Some stakeholders in LA have exploited homeless voters –– and lax voting rules –– to entrench their power.
Now the Trump administration is investigating.
Plainclothes federal agents spread through Skid Row this week to explore possible election fraud –– including reports that homeless people were paid to complete voting forms, forge signatures and cast votes for left-wing candidates for mayor.
Once again, LA’s top federal prosecutor, Bill Essayli, has done great work probing allegations of fraud that state and local officials have scant incentive to address.

Let’s find out more.
Investigating alleged Skid Row voting bribes, along with other claims of election fraud in California, are a key step toward restoring public trust in Golden State elections.
Since the June 2 primary, California’s been a global laughingstock for its lax guardrails on voting, ban on voter ID, slow system of late vote-counting, and anything-goes election process that’s so sloppy it’s hard to tell where the chaos ends and the fraud might begin.
Meanwhile, true to form, the LA City Council is plotting to make the mess worse.
Zealot-left Councilman Hugo Soto-Martínez led a council majority to advance a plan to let noncitizens, including illegal immigrants, vote in LA elections –– an insane proposal that would erase what few voting controls are left, dilute citizens’ voices, and deepen distrust of a broken electoral system.

After the June election, The California Post found thousands of homeless voters registered to vote at shelters where they were not living, including one shelter with no beds.
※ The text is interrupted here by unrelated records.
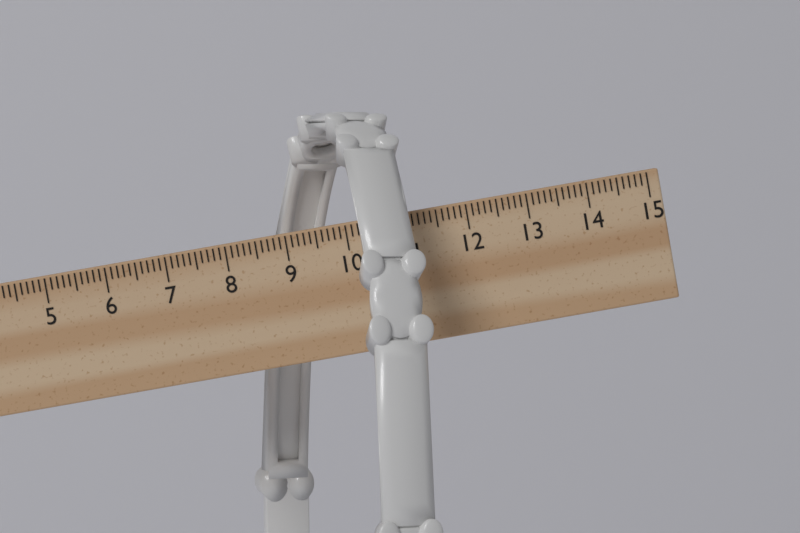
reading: 11.2 cm
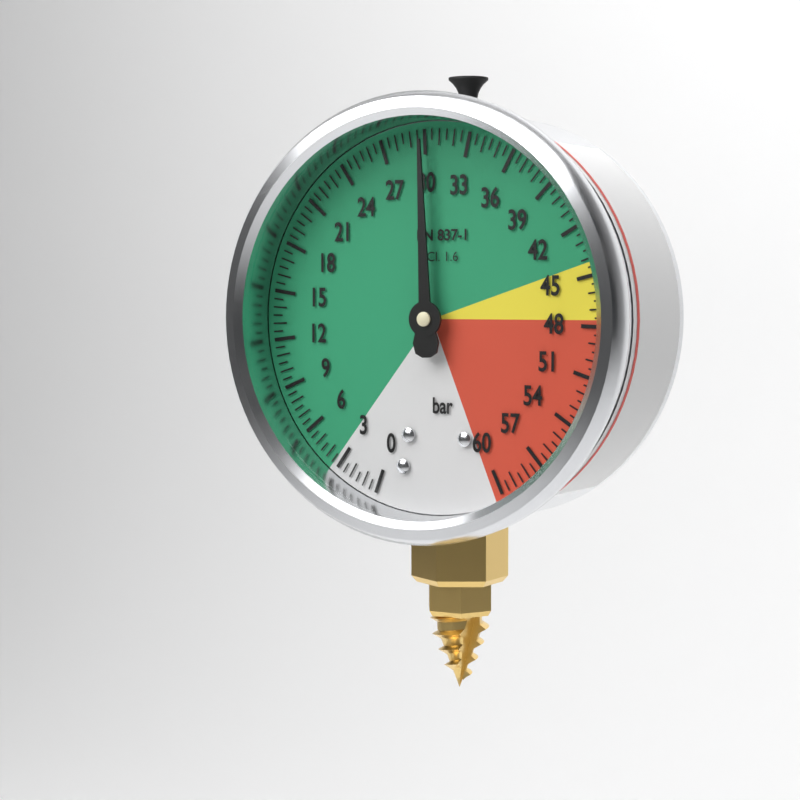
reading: 30.0 bar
It’s fair to wonder what happened to the thousands of ballots that were mailed to those locations, given Sacramento’s reckless policy of papering the state with ballots –– with no controls on who returns them.
The feds should investigate all this and more.
And Sacramento should clean up the system: Among other changes, California should send mail-in ballots only to voters who request them; require each voter to submit his/her own ballot; require voter ID; require that all votes are received, not just postmarked, by Election Day; and deliver final vote counts within hours, not weeks.
It’s ludicrous that California counties continue to process ballots for a month after an election.
But the state and local Democrats who benefit from the current system have little incentive to change it.
Federal probes might provide the only relief Californians get from bad actors who manipulate people, elections and government programs to get what they want.